*ASSIGNED TASK*: Extract exactly those lines that lie between the start of the material and the line with "In order to click on The", including both boundary lines and no others.

┌──

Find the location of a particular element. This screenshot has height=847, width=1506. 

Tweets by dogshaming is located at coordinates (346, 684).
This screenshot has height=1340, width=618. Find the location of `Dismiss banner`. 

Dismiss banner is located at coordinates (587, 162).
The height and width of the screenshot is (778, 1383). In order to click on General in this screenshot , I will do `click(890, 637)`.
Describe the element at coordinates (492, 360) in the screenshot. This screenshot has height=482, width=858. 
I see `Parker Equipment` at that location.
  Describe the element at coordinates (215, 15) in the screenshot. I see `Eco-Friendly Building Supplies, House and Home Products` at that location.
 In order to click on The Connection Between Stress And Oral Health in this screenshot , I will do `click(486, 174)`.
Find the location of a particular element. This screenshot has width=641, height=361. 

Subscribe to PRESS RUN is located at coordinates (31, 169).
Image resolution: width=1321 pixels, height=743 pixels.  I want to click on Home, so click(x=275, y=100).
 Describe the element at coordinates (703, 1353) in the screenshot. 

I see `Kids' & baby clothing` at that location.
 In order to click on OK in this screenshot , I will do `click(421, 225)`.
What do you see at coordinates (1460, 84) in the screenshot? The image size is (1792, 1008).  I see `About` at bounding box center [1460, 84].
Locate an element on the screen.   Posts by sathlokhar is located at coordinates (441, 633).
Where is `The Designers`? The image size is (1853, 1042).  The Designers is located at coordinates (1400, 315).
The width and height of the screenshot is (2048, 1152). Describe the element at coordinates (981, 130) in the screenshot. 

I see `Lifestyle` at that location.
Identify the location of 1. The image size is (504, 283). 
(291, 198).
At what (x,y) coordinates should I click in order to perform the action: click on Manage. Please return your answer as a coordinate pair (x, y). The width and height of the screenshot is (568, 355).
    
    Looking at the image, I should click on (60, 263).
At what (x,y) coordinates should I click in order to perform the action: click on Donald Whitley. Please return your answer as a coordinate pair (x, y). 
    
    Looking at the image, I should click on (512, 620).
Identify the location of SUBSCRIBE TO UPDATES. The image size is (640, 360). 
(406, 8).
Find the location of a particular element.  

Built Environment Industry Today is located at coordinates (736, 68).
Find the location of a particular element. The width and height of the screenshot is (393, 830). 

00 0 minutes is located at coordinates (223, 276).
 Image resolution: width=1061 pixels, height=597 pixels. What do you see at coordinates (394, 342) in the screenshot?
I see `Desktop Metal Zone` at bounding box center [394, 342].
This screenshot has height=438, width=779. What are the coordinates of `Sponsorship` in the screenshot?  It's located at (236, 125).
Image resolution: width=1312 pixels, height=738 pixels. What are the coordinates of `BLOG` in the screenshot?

└──

*EXERCISE SOLUTION*:
Find the location of a particular element. This screenshot has height=847, width=1506. 

Tweets by dogshaming is located at coordinates (346, 684).
This screenshot has height=1340, width=618. Find the location of `Dismiss banner`. 

Dismiss banner is located at coordinates (587, 162).
The height and width of the screenshot is (778, 1383). In order to click on General in this screenshot , I will do `click(890, 637)`.
Describe the element at coordinates (492, 360) in the screenshot. This screenshot has height=482, width=858. 
I see `Parker Equipment` at that location.
  Describe the element at coordinates (215, 15) in the screenshot. I see `Eco-Friendly Building Supplies, House and Home Products` at that location.
 In order to click on The Connection Between Stress And Oral Health in this screenshot , I will do `click(486, 174)`.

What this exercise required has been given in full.